Summary — S.2712 (2025–2026): "An Act relative to the town of Yarmouth Division of Natural Resources employees"
Note on source materials
- The materials provided for S.2712 include mixed and partly inconsistent content (duplicate/foreign bill text, references to other bills and states). This summary focuses on the clear, operative Massachusetts bill text submitted to the One Hundred and Ninety‑Fourth General Court (2025–2026), which concerns retirement classification for Town of Yarmouth Natural Resources Division employees.
Purpose and intent
- To change the retirement classification (Group assignment) for certain Town of Yarmouth Natural Resources Division employees who are certified police officers, and to treat all prior credible service they rendered as service under that higher classification. The intent is to ensure these employees receive retirement credit and benefits consistent with the Group 4 classification under Massachusetts law.
Key provisions
- Section 1: Classification
- States that, in the Town of Yarmouth, Natural Resources Division employees who are certified police officers pursuant to M.G.L. c. 6E shall be Group 4 employees under M.G.L. c. 32, § 3(2)(g).
- Provides that, notwithstanding any contrary provision of M.G.L. c. 32, §§ 1–28, all prior credible service rendered by these Natural Resources Division employees before the act’s effective date will be treated as Group 4 service.
- Section 2: Effective date
- The act takes effect upon its passage.
Statutes referenced
- M.G.L. c. 6E — (certification of police officers)
- M.G.L. c. 32 — (state retirement law); specifically § 3(2)(g) and related provisions on Group classifications and service credit
Who would be affected
- Primary: Natural Resources Division employees of the Town of Yarmouth who are certified police officers under M.G.L. c. 6E.
- Secondary: Town of Yarmouth (as the employer), the Massachusetts State Retirement Board, and potentially state/local retirement system finances and actuarial liabilities (because reclassification and retroactive credit can alter pension benefit amounts and employer/state contribution obligations).
- The change applies only to the Town of Yarmouth (a local, special‑law change), not to other Massachusetts municipalities.
Potential impacts
- Retirement benefits and eligibility for affected employees would be calculated under Group 4 rules (which generally govern certain police/fire and similar positions), and prior service would be credited under Group 4, potentially increasing pension benefits or affecting retirement age/credit.
- There may be fiscal impacts: higher pension liabilities, increased employer contributions, or changes to the State Retirement System’s actuarial obligations. The bill text does not include a fiscal note; any precise cost would require an actuarial estimate.
Procedural and timeline notes
- Sponsor/petition: Filed and presented by Senator Julian Cyr (petition by town; co‑sponsored by Kip A. Diggs per docket). The bill indicates local approval was received.
- Docketing: Appears on the Senate docket for the 194th General Court; bill text filed 11/6/2025 per the provided docket entry.
- Committee/action status: The provided record lists the bill as "DEFEATED IN ENVIRONMENTAL CONSERVATION" (action dated 2025‑05‑13 in the supplied metadata). The docket also shows referrals to committees (Public Service, Finance) and other procedural entries; however, the metadata contains inconsistencies and references to unrelated measures. The bill’s operative text indicates it would take effect upon passage if enacted.
Bottom line
- S.2712 is a local, targeted retirement‑classification bill that would reclassify Yarmouth Natural Resources Division certified police officers as Group 4 employees under Massachusetts retirement law and retroactively credit prior service as Group 4. That reclassification could increase pension benefits and employer/state pension costs. According to the provided status, the measure was defeated in committee (Environmental Conservation) during its legislative consideration.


Aim of the exercise - Exactly as they appear, set down all of the records.

Records to process -
Content starts

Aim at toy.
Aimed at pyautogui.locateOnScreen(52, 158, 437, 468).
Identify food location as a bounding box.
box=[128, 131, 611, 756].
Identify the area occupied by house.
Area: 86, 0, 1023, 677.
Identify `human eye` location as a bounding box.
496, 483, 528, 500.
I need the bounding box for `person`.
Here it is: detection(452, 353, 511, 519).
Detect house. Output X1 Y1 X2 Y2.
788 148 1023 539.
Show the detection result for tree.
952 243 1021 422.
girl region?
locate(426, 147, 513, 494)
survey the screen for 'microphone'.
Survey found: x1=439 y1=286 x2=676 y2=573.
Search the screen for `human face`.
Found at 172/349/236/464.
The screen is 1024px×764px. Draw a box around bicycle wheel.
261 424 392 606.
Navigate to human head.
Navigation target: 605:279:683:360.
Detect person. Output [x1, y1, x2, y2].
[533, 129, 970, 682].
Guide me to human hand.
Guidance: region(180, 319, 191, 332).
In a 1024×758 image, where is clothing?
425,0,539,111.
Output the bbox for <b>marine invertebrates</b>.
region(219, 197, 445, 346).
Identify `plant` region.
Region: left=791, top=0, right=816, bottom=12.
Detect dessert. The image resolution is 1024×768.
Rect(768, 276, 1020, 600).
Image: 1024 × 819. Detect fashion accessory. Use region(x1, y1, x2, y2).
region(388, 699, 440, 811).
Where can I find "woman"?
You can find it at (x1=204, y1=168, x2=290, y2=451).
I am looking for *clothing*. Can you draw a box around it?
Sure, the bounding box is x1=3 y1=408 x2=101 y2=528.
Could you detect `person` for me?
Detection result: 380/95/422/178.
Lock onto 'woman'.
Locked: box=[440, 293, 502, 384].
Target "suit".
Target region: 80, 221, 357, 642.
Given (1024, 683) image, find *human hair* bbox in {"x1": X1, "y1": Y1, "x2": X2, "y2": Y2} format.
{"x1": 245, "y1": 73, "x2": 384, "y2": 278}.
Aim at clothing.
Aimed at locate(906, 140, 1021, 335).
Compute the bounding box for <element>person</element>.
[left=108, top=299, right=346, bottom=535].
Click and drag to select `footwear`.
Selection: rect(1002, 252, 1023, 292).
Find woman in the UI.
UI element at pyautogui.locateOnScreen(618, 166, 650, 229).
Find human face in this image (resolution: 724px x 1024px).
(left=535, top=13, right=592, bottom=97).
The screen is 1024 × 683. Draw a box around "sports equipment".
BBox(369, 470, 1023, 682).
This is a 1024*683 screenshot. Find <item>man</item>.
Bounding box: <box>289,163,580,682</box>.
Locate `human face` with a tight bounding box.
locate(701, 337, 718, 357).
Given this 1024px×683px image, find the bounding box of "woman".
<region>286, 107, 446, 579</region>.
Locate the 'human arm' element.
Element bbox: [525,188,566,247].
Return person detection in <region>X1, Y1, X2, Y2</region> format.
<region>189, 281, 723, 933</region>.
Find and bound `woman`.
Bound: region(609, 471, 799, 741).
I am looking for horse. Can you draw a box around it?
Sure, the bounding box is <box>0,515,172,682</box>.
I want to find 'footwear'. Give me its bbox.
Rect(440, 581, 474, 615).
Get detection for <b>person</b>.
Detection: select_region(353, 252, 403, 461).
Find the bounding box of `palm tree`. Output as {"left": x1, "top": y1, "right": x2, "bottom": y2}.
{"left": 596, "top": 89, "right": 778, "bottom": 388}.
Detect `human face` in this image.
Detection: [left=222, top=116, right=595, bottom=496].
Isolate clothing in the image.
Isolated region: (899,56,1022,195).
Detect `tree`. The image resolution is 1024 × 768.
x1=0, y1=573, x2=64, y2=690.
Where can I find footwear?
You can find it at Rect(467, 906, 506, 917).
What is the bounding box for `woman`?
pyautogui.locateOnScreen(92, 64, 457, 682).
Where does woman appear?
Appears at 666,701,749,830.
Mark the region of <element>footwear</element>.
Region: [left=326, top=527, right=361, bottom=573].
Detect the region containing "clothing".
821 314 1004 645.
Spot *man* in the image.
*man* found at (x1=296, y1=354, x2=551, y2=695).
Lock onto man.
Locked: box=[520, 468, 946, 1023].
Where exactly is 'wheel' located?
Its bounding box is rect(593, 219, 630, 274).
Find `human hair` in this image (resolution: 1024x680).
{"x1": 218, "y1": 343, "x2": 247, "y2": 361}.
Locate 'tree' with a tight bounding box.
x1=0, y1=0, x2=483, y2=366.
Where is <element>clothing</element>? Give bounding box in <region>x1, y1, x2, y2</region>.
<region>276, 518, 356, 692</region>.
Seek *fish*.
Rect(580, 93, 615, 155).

Content ends

Worked solution -
Aim at toy.
Aimed at pyautogui.locateOnScreen(52, 158, 437, 468).
Identify food location as a bounding box.
box=[128, 131, 611, 756].
Identify the area occupied by house.
Area: 86, 0, 1023, 677.
Identify `human eye` location as a bounding box.
496, 483, 528, 500.
I need the bounding box for `person`.
Here it is: detection(452, 353, 511, 519).
Detect house. Output X1 Y1 X2 Y2.
788 148 1023 539.
Show the detection result for tree.
952 243 1021 422.
girl region?
locate(426, 147, 513, 494)
survey the screen for 'microphone'.
Survey found: x1=439 y1=286 x2=676 y2=573.
Search the screen for `human face`.
Found at 172/349/236/464.
The screen is 1024px×764px. Draw a box around bicycle wheel.
261 424 392 606.
Navigate to human head.
Navigation target: 605:279:683:360.
Detect person. Output [x1, y1, x2, y2].
[533, 129, 970, 682].
Guide me to human hand.
Guidance: region(180, 319, 191, 332).
In a 1024×758 image, where is clothing?
425,0,539,111.
Output the bbox for <b>marine invertebrates</b>.
region(219, 197, 445, 346).
Identify `plant` region.
Region: left=791, top=0, right=816, bottom=12.
Detect dessert. The image resolution is 1024×768.
Rect(768, 276, 1020, 600).
Image: 1024 × 819. Detect fashion accessory. Use region(x1, y1, x2, y2).
region(388, 699, 440, 811).
Where can I find "woman"?
You can find it at (x1=204, y1=168, x2=290, y2=451).
I am looking for *clothing*. Can you draw a box around it?
Sure, the bounding box is x1=3 y1=408 x2=101 y2=528.
Could you detect `person` for me?
Detection result: 380/95/422/178.
Lock onto 'woman'.
Locked: box=[440, 293, 502, 384].
Target "suit".
Target region: 80, 221, 357, 642.
Given (1024, 683) image, find *human hair* bbox in {"x1": X1, "y1": Y1, "x2": X2, "y2": Y2} format.
{"x1": 245, "y1": 73, "x2": 384, "y2": 278}.
Aim at clothing.
Aimed at locate(906, 140, 1021, 335).
Compute the bounding box for <element>person</element>.
[left=108, top=299, right=346, bottom=535].
Click and drag to select `footwear`.
Selection: rect(1002, 252, 1023, 292).
Find woman in the UI.
UI element at pyautogui.locateOnScreen(618, 166, 650, 229).
Find human face in this image (resolution: 724px x 1024px).
(left=535, top=13, right=592, bottom=97).
The screen is 1024 × 683. Draw a box around "sports equipment".
BBox(369, 470, 1023, 682).
This is a 1024*683 screenshot. Find <item>man</item>.
Bounding box: <box>289,163,580,682</box>.
Locate `human face` with a tight bounding box.
locate(701, 337, 718, 357).
Given this 1024px×683px image, find the bounding box of "woman".
<region>286, 107, 446, 579</region>.
Locate the 'human arm' element.
Element bbox: [525,188,566,247].
Return person detection in <region>X1, Y1, X2, Y2</region> format.
<region>189, 281, 723, 933</region>.
Find and bound `woman`.
Bound: region(609, 471, 799, 741).
I am looking for horse. Can you draw a box around it?
Sure, the bounding box is <box>0,515,172,682</box>.
I want to find 'footwear'. Give me its bbox.
Rect(440, 581, 474, 615).
Get detection for <b>person</b>.
Detection: select_region(353, 252, 403, 461).
Find the bounding box of `palm tree`. Output as {"left": x1, "top": y1, "right": x2, "bottom": y2}.
{"left": 596, "top": 89, "right": 778, "bottom": 388}.
Detect `human face` in this image.
Detection: [left=222, top=116, right=595, bottom=496].
Isolate clothing in the image.
Isolated region: (899,56,1022,195).
Detect `tree`. The image resolution is 1024 × 768.
x1=0, y1=573, x2=64, y2=690.
Where can I find footwear?
You can find it at Rect(467, 906, 506, 917).
What is the bounding box for `woman`?
pyautogui.locateOnScreen(92, 64, 457, 682).
Where does woman appear?
Appears at 666,701,749,830.
Mark the region of <element>footwear</element>.
Region: [left=326, top=527, right=361, bottom=573].
Detect the region containing "clothing".
821 314 1004 645.
Spot *man* in the image.
*man* found at (x1=296, y1=354, x2=551, y2=695).
Lock onto man.
Locked: box=[520, 468, 946, 1023].
Where exactly is 'wheel' located?
Its bounding box is rect(593, 219, 630, 274).
Find `human hair` in this image (resolution: 1024x680).
{"x1": 218, "y1": 343, "x2": 247, "y2": 361}.
Locate 'tree' with a tight bounding box.
x1=0, y1=0, x2=483, y2=366.
Where is <element>clothing</element>? Give bounding box in <region>x1, y1, x2, y2</region>.
<region>276, 518, 356, 692</region>.
Seek *fish*.
Rect(580, 93, 615, 155).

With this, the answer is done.